Alibaba's Wu Yongming recently remarked, "Almost no GPU cards are idle," setting a five-year cloud and AI commercialization revenue target of $100 billion annually, with capital expenditure commitments far exceeding the previously announced RMB 380 billion. ByteDance's AI capex plan even rose from RMB 160 billion to RMB 200 billion.

In comparison, Tencent's 'slowness' seems somewhat out of place.

But there's a rationale behind this slow pace. At a time when everyone discusses 'thousand-card clusters' and 'ten-thousand-card clusters,' Tencent's calmness raises a more fundamental question: When all large model vendors are burning money on GPUs, who will be the first to get users to open their wallets?

03

Anticipating the Chemical Reaction of WeChat AI

Currently, advertising appears to be the closest scenario to monetization. Q1 Tencent marketing services revenue grew 20% YoY, with the earnings report explicitly attributing this to AI-driven upgrades in ad recommendation models. However, this merely enhances efficiency in existing businesses rather than creating new revenue streams.

WorkBuddy ranks first in DAU among domestic efficiency AI agents, while CodeBuddy demonstrates decent retention in code generation scenarios. Nevertheless, these products are still in the user accumulation phase, with large-scale commercialization pending.

Tencent's judgment during the call is that C-end AI subscriptions have a limited ceiling in the Chinese market, while B-end API calls and computing power leasing represent clearer monetization paths.

This aligns with Dowson Tong's previous views. The head of Tencent CSIG explicitly stated that as the industry matures, the capability gap between mainstream large models is narrowing. Enterprises' core demands are no longer just having the best model but maximizing its utility.

In other words, Tencent isn't betting on creating the 'strongest model' but on its ecosystem maximizing the model's value. WeChat's 1.3 billion Monthly Active Users (MAUs) and millions of mini-programs represent Tencent AI's true differentiation. The gray-scale testing of WeChat AI agents starting mid-year will be the first test of this logic.
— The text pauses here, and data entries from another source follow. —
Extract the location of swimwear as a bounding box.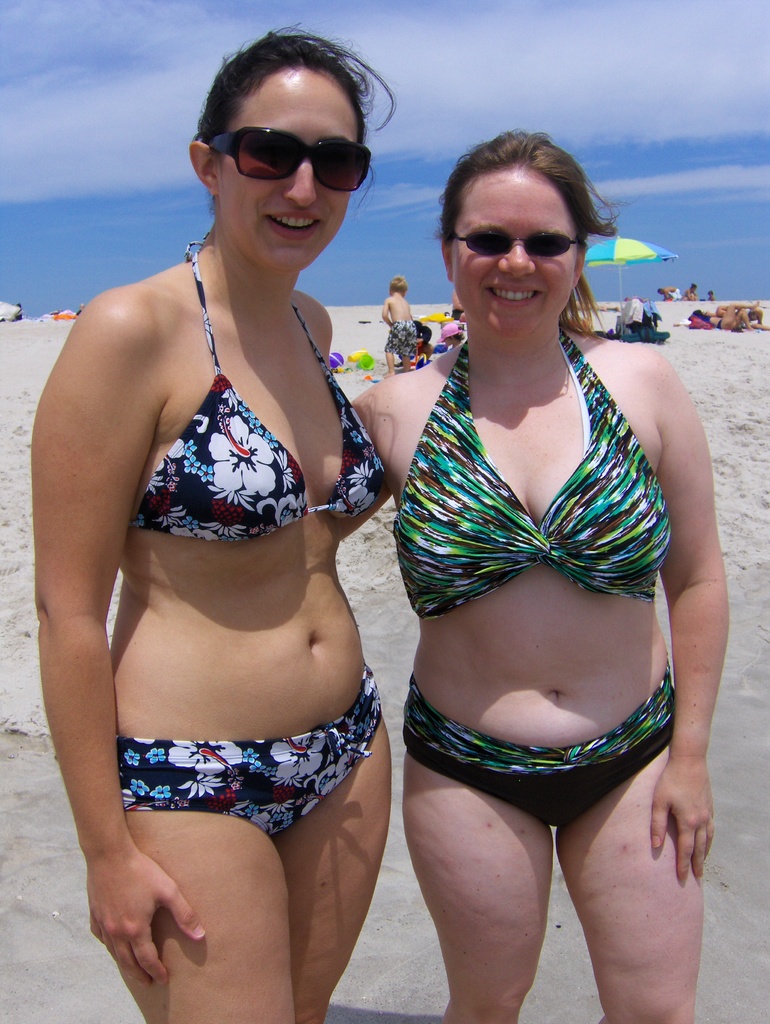
bbox=[396, 337, 673, 620].
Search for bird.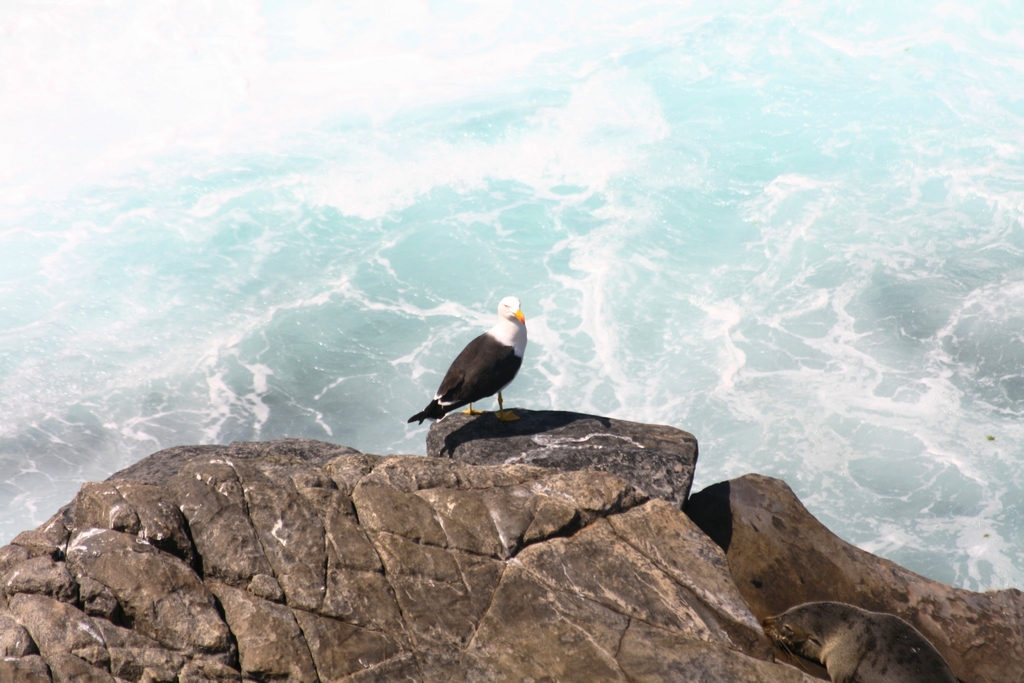
Found at [415, 305, 538, 437].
Historically, WeChat took at least four to five years from its 2011 launch to achieve true commercialization explosion. The transition from agency to self-developed games also involved prolonged growing pains. Tencent clearly allows sufficient time for its AI bet.

Tencent management stated during the earnings call that they don't measure Return on Investment (ROI) by single quarters or products but manage from an 'asset portfolio' and 'full lifecycle' perspective.

Behind this phrasing lies unwavering strategic determination and displayed confidence—Q1 Tencent's net operating cash flow reached RMB 101.4 billion, a new historical high for the period. In essence, Tencent can truly 'afford to burn.'

The question remains: With the right direction, is the speed sufficient?

Ma Huateng's remark about 'still can't sit down, hoping the boat speeds up' reveals Tencent's internal mindset. Admitting lag isn't terrible, nor is acknowledging anxiety. What warrants caution is using 'slow strategy' as an excuse to mistake conservatism for deep consideration, or packaging lag as calculated maneuvering.

For Tencent, the paradox of this AI arms race is that technology requires time to mature, but the market won't wait for you to finish maturing before moving on. After Alibaba, ByteDance, and Baidu, whether Tencent's 'not seeking speed but stability' represents wise restraint or another form of hesitation will require time to answer.

At least for now, Tencent is betting on long-term ecosystem integration and scenario penetration. The costs of this choice are already visible in the income statement; however, the returns remain absent from the profit and loss statement. The final outcome hinges on whether Hunyuan and WeChat can create a chemical reaction.

This might be the only Chinese internet giant truly positioned to achieve deep coupling between a 'super app' and self-developed large models. The upside of this narrative cannot be measured by a single quarterly report.